Sri Lanka's economic growth this year may range between 6.7 percent and 7.2 percent depending on the impact of a drought that has lasted since the beginning of the year, Treasury Secretary P.B. Jayasundera said on Thursday. The central bank has forecast 7.2 percent economic growth this year, after revising it down in March from the original 8 percent. Growth last year was a record 8.3 percent.
"The economy is slowing down not because of global recession or anything. It is because of the drought," Jayasundera told a Reuters forum in Colombo. He said he was optimistic about reaching this year's budget deficit target of 6.2 percent of gross domestic product against last year's figure of 6.9 percent.
He said year-on-year inflation, which eased to 9.5 percent in August from the previous month's 43-month high of 9.8 percent, should show further declines from the first quarter of 2013. The economy, he said, will see the full benefit of this year's tough measures - including two interest rate rises to two-year highs and the introduction of a flexible exchange rate - by the first quarter of 2013 and interest rates would dip.

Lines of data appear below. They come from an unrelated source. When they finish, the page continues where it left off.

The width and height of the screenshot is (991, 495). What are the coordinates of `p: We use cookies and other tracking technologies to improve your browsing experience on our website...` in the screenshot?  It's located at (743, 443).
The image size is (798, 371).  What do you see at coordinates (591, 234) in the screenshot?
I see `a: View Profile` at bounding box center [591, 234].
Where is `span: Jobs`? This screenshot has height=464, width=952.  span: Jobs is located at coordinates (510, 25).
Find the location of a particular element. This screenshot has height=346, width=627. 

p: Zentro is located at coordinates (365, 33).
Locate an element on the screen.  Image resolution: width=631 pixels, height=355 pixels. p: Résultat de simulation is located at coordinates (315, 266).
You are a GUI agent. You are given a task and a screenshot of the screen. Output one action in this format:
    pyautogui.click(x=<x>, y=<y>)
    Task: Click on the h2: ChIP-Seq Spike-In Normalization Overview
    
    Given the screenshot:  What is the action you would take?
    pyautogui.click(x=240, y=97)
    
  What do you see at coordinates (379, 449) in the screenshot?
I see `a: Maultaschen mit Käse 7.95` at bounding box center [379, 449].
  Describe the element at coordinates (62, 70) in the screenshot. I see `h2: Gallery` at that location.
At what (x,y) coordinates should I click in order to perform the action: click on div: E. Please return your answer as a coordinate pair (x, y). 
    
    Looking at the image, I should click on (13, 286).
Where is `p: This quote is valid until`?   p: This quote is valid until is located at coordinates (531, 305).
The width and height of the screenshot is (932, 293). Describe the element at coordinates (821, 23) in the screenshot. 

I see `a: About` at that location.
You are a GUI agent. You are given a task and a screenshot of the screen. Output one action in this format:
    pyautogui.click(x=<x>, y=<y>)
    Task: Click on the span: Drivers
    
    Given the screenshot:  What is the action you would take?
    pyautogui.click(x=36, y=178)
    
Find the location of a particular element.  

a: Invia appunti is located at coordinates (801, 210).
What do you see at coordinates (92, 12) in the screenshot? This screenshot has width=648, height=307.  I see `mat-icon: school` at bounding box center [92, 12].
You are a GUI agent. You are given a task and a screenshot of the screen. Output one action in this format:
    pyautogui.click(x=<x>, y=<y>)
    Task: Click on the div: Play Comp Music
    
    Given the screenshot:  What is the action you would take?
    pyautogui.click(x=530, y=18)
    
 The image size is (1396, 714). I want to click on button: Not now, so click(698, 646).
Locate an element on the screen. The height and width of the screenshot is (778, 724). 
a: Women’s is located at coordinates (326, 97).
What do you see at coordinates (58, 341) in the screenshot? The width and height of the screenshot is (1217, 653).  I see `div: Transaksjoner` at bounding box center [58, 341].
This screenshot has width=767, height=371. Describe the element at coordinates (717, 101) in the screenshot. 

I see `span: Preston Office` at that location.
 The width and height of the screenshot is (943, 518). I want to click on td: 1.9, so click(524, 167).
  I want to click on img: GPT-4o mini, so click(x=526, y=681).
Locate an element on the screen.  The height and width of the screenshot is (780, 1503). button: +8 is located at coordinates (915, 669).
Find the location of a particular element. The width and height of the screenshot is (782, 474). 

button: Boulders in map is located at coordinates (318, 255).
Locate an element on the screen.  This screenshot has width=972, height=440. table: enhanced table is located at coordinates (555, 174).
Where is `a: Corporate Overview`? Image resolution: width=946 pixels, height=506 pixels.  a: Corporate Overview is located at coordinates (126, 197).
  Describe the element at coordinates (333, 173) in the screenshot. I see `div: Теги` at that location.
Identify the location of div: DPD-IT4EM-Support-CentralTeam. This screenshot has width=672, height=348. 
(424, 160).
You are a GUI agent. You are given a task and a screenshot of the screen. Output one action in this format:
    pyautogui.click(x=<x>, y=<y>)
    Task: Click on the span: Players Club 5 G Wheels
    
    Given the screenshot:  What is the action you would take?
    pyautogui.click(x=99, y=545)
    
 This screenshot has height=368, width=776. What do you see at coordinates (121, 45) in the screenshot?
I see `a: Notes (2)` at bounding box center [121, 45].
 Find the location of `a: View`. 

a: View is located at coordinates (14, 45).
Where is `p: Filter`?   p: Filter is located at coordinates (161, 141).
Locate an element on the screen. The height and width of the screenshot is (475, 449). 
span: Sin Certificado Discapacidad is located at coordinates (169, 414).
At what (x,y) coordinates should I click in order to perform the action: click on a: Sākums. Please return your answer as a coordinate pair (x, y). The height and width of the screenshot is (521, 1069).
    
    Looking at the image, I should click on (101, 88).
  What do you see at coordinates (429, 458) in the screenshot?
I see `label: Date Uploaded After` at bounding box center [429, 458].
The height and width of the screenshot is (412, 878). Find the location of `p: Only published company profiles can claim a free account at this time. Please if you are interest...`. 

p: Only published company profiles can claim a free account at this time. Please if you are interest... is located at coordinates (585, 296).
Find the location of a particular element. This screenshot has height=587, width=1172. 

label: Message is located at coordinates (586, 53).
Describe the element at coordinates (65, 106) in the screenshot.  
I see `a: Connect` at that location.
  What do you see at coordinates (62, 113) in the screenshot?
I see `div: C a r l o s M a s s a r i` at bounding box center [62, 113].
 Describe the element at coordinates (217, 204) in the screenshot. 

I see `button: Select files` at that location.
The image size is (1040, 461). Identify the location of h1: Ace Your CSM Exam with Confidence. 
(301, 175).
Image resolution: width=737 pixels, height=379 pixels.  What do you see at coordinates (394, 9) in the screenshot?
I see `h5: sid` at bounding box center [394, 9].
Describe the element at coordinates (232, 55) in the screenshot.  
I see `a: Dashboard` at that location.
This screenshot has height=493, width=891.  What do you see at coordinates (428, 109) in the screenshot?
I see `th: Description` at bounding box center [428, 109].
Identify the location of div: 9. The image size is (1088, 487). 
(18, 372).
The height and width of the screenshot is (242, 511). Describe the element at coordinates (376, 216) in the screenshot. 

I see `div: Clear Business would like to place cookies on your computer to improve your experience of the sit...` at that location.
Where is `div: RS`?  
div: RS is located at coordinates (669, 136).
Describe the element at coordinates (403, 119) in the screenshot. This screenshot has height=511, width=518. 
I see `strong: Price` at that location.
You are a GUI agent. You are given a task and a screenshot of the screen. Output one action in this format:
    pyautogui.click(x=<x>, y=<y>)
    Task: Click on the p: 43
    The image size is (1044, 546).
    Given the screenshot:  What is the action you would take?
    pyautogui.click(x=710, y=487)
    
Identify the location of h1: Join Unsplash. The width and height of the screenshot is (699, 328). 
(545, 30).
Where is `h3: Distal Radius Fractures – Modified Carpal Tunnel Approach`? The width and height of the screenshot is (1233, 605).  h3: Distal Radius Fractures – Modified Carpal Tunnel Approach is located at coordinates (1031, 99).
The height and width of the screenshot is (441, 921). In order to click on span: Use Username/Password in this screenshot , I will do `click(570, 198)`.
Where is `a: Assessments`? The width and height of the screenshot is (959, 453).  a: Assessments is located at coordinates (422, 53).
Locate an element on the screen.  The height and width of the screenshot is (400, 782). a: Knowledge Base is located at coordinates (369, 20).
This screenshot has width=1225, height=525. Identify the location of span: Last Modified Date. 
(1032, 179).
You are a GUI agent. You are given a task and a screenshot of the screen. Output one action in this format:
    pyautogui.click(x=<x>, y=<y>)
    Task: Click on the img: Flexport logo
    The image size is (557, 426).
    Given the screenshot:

"By the first quarter, when we see the economy cooling for a full year, I see prospects, not necessarily for an easing of monetary policy, but for seeing a low interest rate in the country," he said. The Sri Lankan rupee has depreciated more than 13 percent so far this year as the government switched to a flexible exchange rate policy in February.
Both the central bank and treasury have said macroeconomic fundamentals support a rupee level of 125 per dollar. "Now it has stabilised around 130-131 level without central bank intervention. It may remain at that level," Jayasundera said. The central bank spent nearly one-third of the country's foreign exchange reserves trying to prop up the rupee in the last four months of 2011 before moving to a flexible exchange rate in February. The central bank has said it will consider concerns including those of importers and exporters when deciding where the exchange rate target should be, instead of allowing a market-led exchange rate. "I am not a great fan of that advice," central bank Governor Ajith Nivard Cabraal said at the same event when talking about letting the market decide the exchange rate.